Impossible to Forget(18)



The corners of her mother’s mouth continued to turn resolutely downwards.

‘Which room is yours?’ she asked.

‘I’m not sure yet,’ replied Maggie. ‘I think we’ll sort that out when everyone is here, but I can put my stuff in the sitting room for now. Keys, please.’

Maggie held her hand out for the car keys and then sidestepped her mother to get back out into the street. A ginger tomcat had jumped up on the car and was preening itself on the warm bonnet. Her mother mistrusted cats, but Maggie let it stay where it was.

‘We’re going to be neighbours,’ she said to it quietly. The cat eyed her languorously but didn’t reply.

She began the task of decanting her life from car to house yet again. She was getting better at packing now, and was more discerning about what was essential for her life in York and what merely desirable. When she got back into the sitting room, her arms filled with bags and boxes, she found her mother talking to Angie. A dull foreboding flooded through Maggie, but Angie seemed to be doing a good job of appearing perfectly normal, if you looked past her wild hair and jumble-sale-chic attire. Even though her own feelings about Angie were still ambivalent at best, she was happy to give a good show of being friends to keep her mother off the scent.

‘Hi Ange,’ she said as breezily as she could manage, and dropped the boxes on to the sofa. ‘Good summer?’

‘Not bad,’ replied Angie.

‘Angela was just telling me that she has been travelling in Europe over the summer. Italy, did you say? And Greece.’

‘Yeah. I had an Interrail ticket. You can go pretty much wherever you want.’

‘We went to Cornwall, didn’t we, Margaret?’

Maggie was sure she saw Angie smirk at this, but the greater evil here was her mother’s displeasure so she said, ‘Yes. But I’d rather have been in Greece. Was it hot?’

‘Roasting,’ replied Angie.

‘Are the others here yet?’ Maggie asked then, casting her eyes around for signs of anyone. ‘I suppose we need a full house so that we can pick rooms. We’ll draw straws, shall we?’

‘You can if you like,’ replied Angie, ‘but I’ve bagsed one upstairs, the one that looks out over the garden.’

Maggie’s jaw tightened. How did Angie always get exactly what she wanted? There were rules about these things. You couldn’t just do as you pleased and ignore the wishes of everyone else. It wasn’t fair. But this wasn’t the time or place to have it out with her. Any hint of dissent amongst the ranks and her mother would sniff it out, and that was to be avoided at all costs. Quickly, Maggie reversed her thinking. If this was how it was to be, then she would pick her second-choice room at least and leave Leon and this Fiona girl to fight it out between them. It was astonishing how quickly one could slip into Angie’s ‘out for yourself’ view of life. In fact, it felt quite liberating to be doing something purely for herself rather than worrying about the sensibilities of others.

‘Okay,’ she said. ‘I’ll have another quick whizz round and look at the other rooms,’ and before her mother could mention short straws, she was off up the stairs.

There were two further rooms up there, now that the one that she had earmarked as hers was taken – a double room that looked out over the road, and a tiny box room that could barely fit more than the bed. She ignored that one, but stepped into the front room to see if she could feel herself living in it. It was a reasonable size, and quite light with a big window under which sat a teak desk and a wooden ladder-backed chair that looked like it had come from a school. She crossed the floor to look out of the window. The cat was still asleep on her mother’s car, she saw, and there were two little boys playing football with a yellow tennis ball a little further down the street. It was a nice enough room, she thought; not the one she wanted, but nice enough.

Then she remembered that there was another room downstairs, in what must have been the sitting room of the house when it was a family home. She turned on her heel and clattered back down the narrow stairs. Her mother and Angie were still chatting in the sitting room and she ignored them and went straight into the front room. It was huge by comparison to the others, having the bay window that the room upstairs lacked but also an extra area to the side that must have been taken up by the staircase.

Maggie began to reframe her thoughts. Was the extra floorspace worth the inconvenience of being on the ground floor? There was a tiny shower room off the kitchen she remembered from her tour of the house, which might surely end up being mainly hers if all the others were upstairs. Plus, the room had a kind of cut-off feeling that she quite liked. Yes, this one would do very well.

‘I’m going to take this one,’ she shouted through to the others, and then headed back to the sitting room to collect some of her boxes.

Her mother spoke before she had even seen the space. ‘Oh, I don’t think that’s a good idea, Margaret. You’ll be terribly vulnerable living on the ground floor. All those strangers wandering about at night with nothing more than a pane of glass to protect you.’

This thought hadn’t occurred to Maggie, and as the possible ramifications revealed themselves to her, she felt her nerves tighten a little, flight-or-fight hormones making her scalp tingle. Her mother was, as ever, right. It would make much more sense to give Leon this room and then the three girls could all live in the relative safety of upstairs.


# Exercise goal:
Transcribe the records exactly. Pictures do not belong in the transcription.

# Extracted records:
>>>
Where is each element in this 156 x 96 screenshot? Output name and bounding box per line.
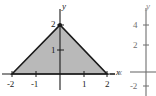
secondary-y-tick-label--2: -2 (130, 82, 137, 91)
figure-container: -2 -1 1 2 1 2 x y 4 2 -2 x y (0, 0, 156, 96)
y-tick-label-2: 2 (51, 20, 55, 29)
apex-point (58, 23, 62, 27)
secondary-x-axis-label: x (118, 68, 122, 77)
secondary-y-axis-label: y (146, 2, 150, 11)
triangle-graph-panel: -2 -1 1 2 1 2 x y (0, 0, 122, 96)
x-tick-label-2: 2 (105, 80, 109, 89)
triangle-graph-svg (0, 0, 122, 96)
x-tick-label--1: -1 (31, 80, 38, 89)
secondary-y-tick-label-2: 2 (133, 41, 137, 50)
y-axis-label: y (62, 2, 66, 11)
secondary-y-tick-label-4: 4 (133, 21, 137, 30)
x-tick-label--2: -2 (7, 80, 14, 89)
x-tick-label-1: 1 (82, 80, 86, 89)
secondary-graph-panel: 4 2 -2 x y (122, 0, 156, 96)
secondary-graph-svg (122, 0, 156, 96)
y-tick-label-1: 1 (51, 46, 55, 55)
<<<
# Response below:
Where is each element in this 156 x 96 screenshot? Output name and bounding box per line.
secondary-y-tick-label--2: -2 (130, 82, 137, 91)
figure-container: -2 -1 1 2 1 2 x y 4 2 -2 x y (0, 0, 156, 96)
y-tick-label-2: 2 (51, 20, 55, 29)
apex-point (58, 23, 62, 27)
secondary-x-axis-label: x (118, 68, 122, 77)
secondary-y-axis-label: y (146, 2, 150, 11)
triangle-graph-panel: -2 -1 1 2 1 2 x y (0, 0, 122, 96)
x-tick-label-2: 2 (105, 80, 109, 89)
triangle-graph-svg (0, 0, 122, 96)
x-tick-label--1: -1 (31, 80, 38, 89)
secondary-y-tick-label-2: 2 (133, 41, 137, 50)
y-axis-label: y (62, 2, 66, 11)
secondary-y-tick-label-4: 4 (133, 21, 137, 30)
x-tick-label--2: -2 (7, 80, 14, 89)
x-tick-label-1: 1 (82, 80, 86, 89)
secondary-graph-panel: 4 2 -2 x y (122, 0, 156, 96)
secondary-graph-svg (122, 0, 156, 96)
y-tick-label-1: 1 (51, 46, 55, 55)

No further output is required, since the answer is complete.